Antennular peduncle robust, basal segment quadrangular, slightly broader than long; second segment very short with the outer distal corner produced into a long acute process with a few setae at the apex; third segment as long as the first two together and somewhat stouter.
Labrum triangular, longer than broad, with anterior angle acute and bluntly rounded.
Mandibles with strong incisor and molar processes; left with a broad lacinia mobilis, which works on a fixed cusp on the right mandible.
On the sternum of each of the thoracic somites 2-7 and the first abdominal somites of the male there is a long, acutely pointed, forwardly directed, median, scythe-like spine. It is absent on the last thoracic somites.
First abdominal somite with processes on the sterna.
Telson more than twice as long as the sixth abdominal somite, three times as long as broad at the base; lateral margins with three spines on the middle third of their length; apex armed with two pairs of strong spines.

Size
Length of adult specimens of both sexes, 18-22 mm.

Depth range
Hyperbenthic from 60-450 m.

Remarks
Lophogaster typicus is usually found on a muddy bottom or one where mud largely predominates.
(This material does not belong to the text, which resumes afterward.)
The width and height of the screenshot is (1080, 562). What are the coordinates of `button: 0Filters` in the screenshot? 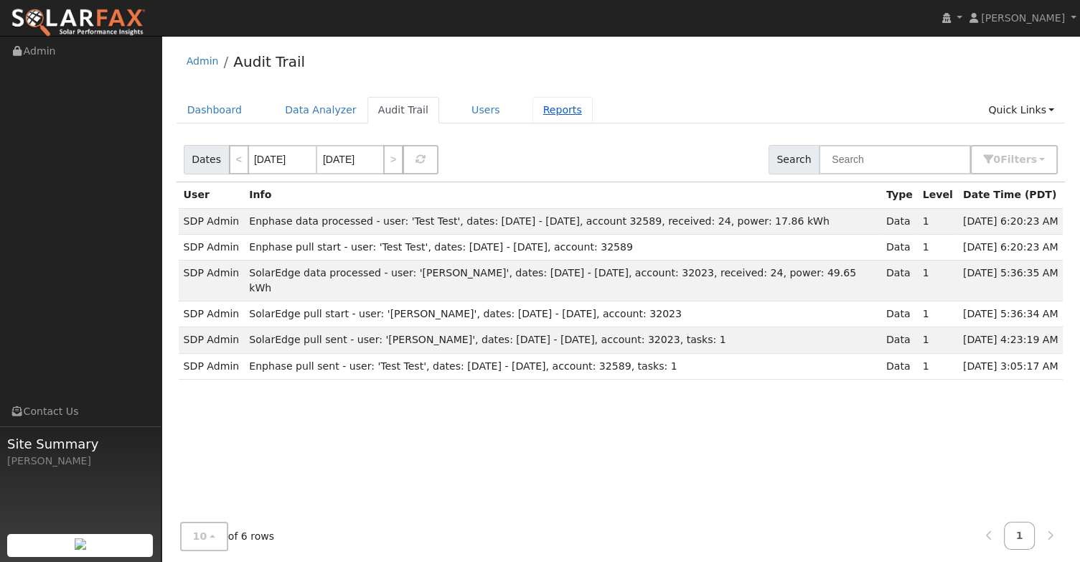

However, breeding females, which have the young almost ready to be liberated, become planktonic and rise almost to the surface. Here the young are set free and for some time remain planktonic.
The species is probably a raptorial feeder. The loss of the maxillulary endopod (palp) is probably correlated with the loss of the filter feeding habit.

Distribution in the North Sea
Northern North Sea, W Norway, Skagerrak.

World distribution
Eastern North Atlantic: <26 –63°N, Mediterranean, Indian Ocean; shelf to slope. Lophogaster typicus is known from the Atlantic slope of Europe from Norway to Spain, and from the Mediterranean in water of comparable depth.